All of this seems to have been predicted by Tim Cook in Vimy: The Battle and the Legend, published shortly before the brouhaha began. In this his ninth book, Cook, a historian at the Canadian War Museum, shows how the memory of battle was contested from the very beginning. When, in the early 1920s, the decision was made to commemorate the Canadians’ efforts overseas, it was by no means taken for granted that Vimy had been the Canadian Corps’ most significant battle, nor that it would be the obvious site for a planned national war memorial.

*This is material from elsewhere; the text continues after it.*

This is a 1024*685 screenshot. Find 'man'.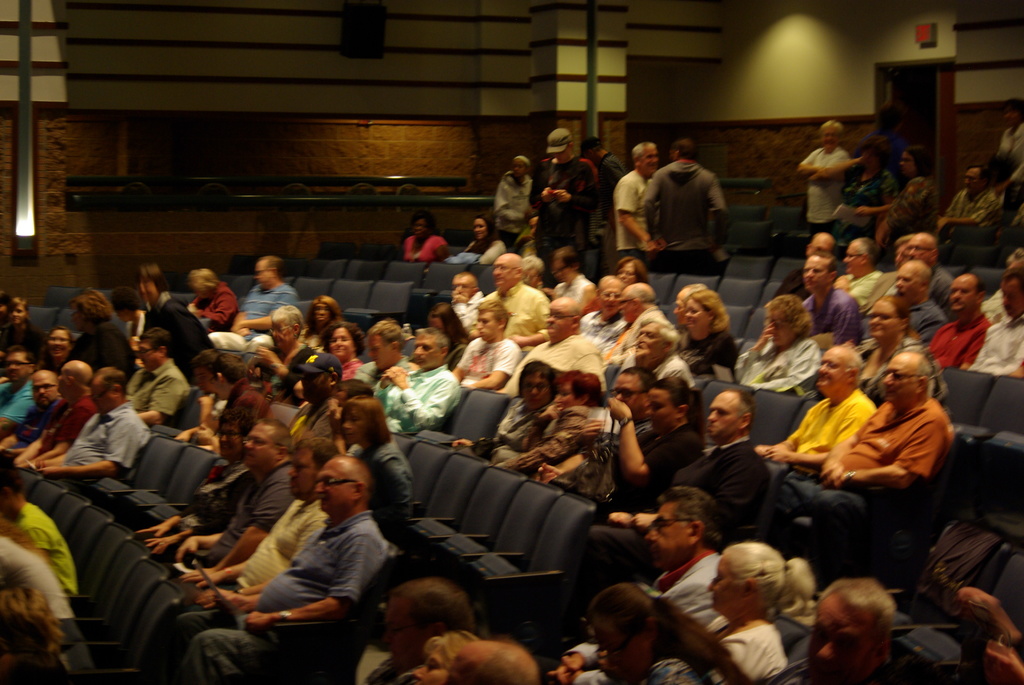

In fact, the jury that chose Walter Allward’s now-iconic design for the national memorial had initially preferred Hill 62, the site of a now largely forgotten 1916 battle called Mount Sorrel. Meanwhile, Canadian Corps commander Arthur Currie preferred that each of the corps’ major battles be commemorated equally, thinking it quite improper to single out one. In the end, Vimy Ridge was selected in large part through the intervention of Prime Minister William Lyon Mackenzie King.
The decision to place Allward’s masterpiece there helped to solidify Vimy in the public imagination as the definitive Canadian battle of the First World War. Nonetheless, Cook argues, Vimy was forgotten for a time in the wake of new victories in the Second World War, only to return to the public consciousness in the dual commemoration of its fiftieth anniversary and Canada’s centenary in 1967. In the fifty years since, the memory and related understandings of the battle have continued to evolve. Recent events suggest that what Cook calls the Vimy myth will continue to be a focal point for argument about Canada’s past.
The book works on many levels: as a study of social memory, Canadian culture, and nation-building, but also as a military history. Fully a third of the book is a detailed and often-harrowing account of the battle itself. It is here that Cook brings to bear his immense talents as writer, as he moves effortlessly between command-level decision-making and the experiences of individual soldiers during those four dreadful days in April 1917.
In the past decade, Cook has emerged as Canada’s most popular historian. His bestselling and award-winning works on Canada’s experiences in the world wars have captured the imagination of thousands of readers. Inevitably, however, books such as Vimy, which is aimed at a mass audience, provoke sometimes acrimonious and often needless discussions about the merits of “popular” versus “academic” history. With Vimy, Cook once again demonstrates that there is no necessary divide between the two. Vimy is at once a bracing read that can be enjoyed by the reading public at large and a serious work of scholarship that makes extensive use of archival sources. If the resulting book is a “Vimy trap,” I am a very happy captive of it indeed.